Feature Bloat – The Silent Epidemic
Do you ever feel like your product is difficult to explain or is becoming more clunky? While it’s easy to add features to your product, it’s much harder to maintain a polished experience. You can end up being a jack-of-all-trades and a master of none.
There comes a point when you have to stop. We’ve all been there before. Sometimes it means your product strategy is saying “no”.
Obviously, saying “no” can’t be your only strategy. There’s a balance to maintain between adding new features, culling old ones and explaining how they all fit together.
To get you kick-started, we’ve collected four techniques to help you reduce feature bloat in your product:
- Conduct a “Feature Audit”
- Ask the question: “Does the feature fulfill a customer goal?”
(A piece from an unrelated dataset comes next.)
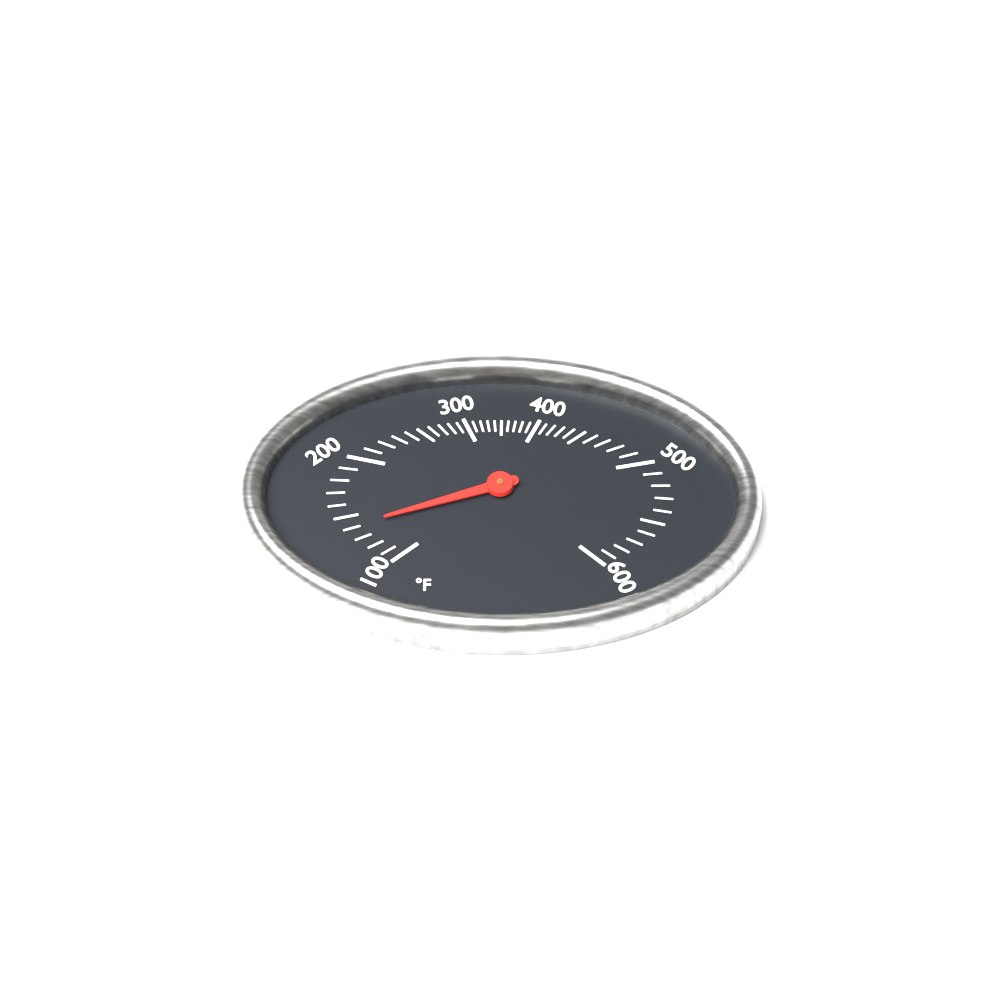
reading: 140 °F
- Align features to your company’s vision
- Are you making decisions that benefit a ‘loud few’ or the ‘majority’?
1. Conduct a "Feature Audit“
First, you can increase adoption and/or frequency of use of features with low adoption / usage frequency.
Be cautious if you’re trying to optimize these levers for every feature. Not all infrequently used / low adoption features are low value and can be perfectly fine as-is.
For example, an ‘updating account information’ feature — it’s infrequently used by all, but still necessary.
2. Ask the question: “Does the feature fulfill a customer goal?”
Arguably, the most important part in reducing feature bloat. If you define the wrong goal, even a great team will develop a slick, fast and ‘cool’ feature which no one uses and/or wants.
How do you avoid it? Look into the motivations, situations and context of your customers. Not /just/ the solutions. They come after. Job stories help with defining these.
- Job stories are like the context behind personas. While a persona might describe a person (which helps to form context), a person’s situation and motivation(s) when they’re engaging with your product could be completely different to their description of themselves or how they usually act.
- For example, someone who is usually a healthy eater (persona) might be tempted to eat unhealthy fast food because they don’t have much time to spare and need food that is energy dense (situation + motivation).
“People don’t want to buy a quarter-inch drill. They want a quarter-inch hole.” — Theodore Levitt
3. Align features to your company’s vision
Let’s look at Twitter’s vision:
“Twitter is your window to the world. Get real-time updates about what matters to you.”
One glimpse at this and it becomes obvious why Twitter haven’t lifted their 140-character tweet limit (yet). It’s not because they can’t. It’s because if they did, people would communicate in way that isn’t in “real-time” on Twitter. You can’t type essays on the fly about world events (and if you wanted to, there’s other platforms for longer-form writing, e.g. Medium).
Make sure to stick to your product’s vision or it won’t be clear who your product is for .
4. Are you making decisions that benefit a ‘loud few’ or ‘the majority’?
It’s not your job to make /everyone/ happy. Of course, sometimes it will make sense to, but it needs to be blindingly obvious.
To get your ‘objective’ mind on track, you should be answering no to these kinds of questions:
- Would you make your product free if 10 customers loudly complained that “it costs too much”, in contrast to 1000s of happy, paying customers?
- Would you develop a feature because 10 non-loudly complaining customers asked for it?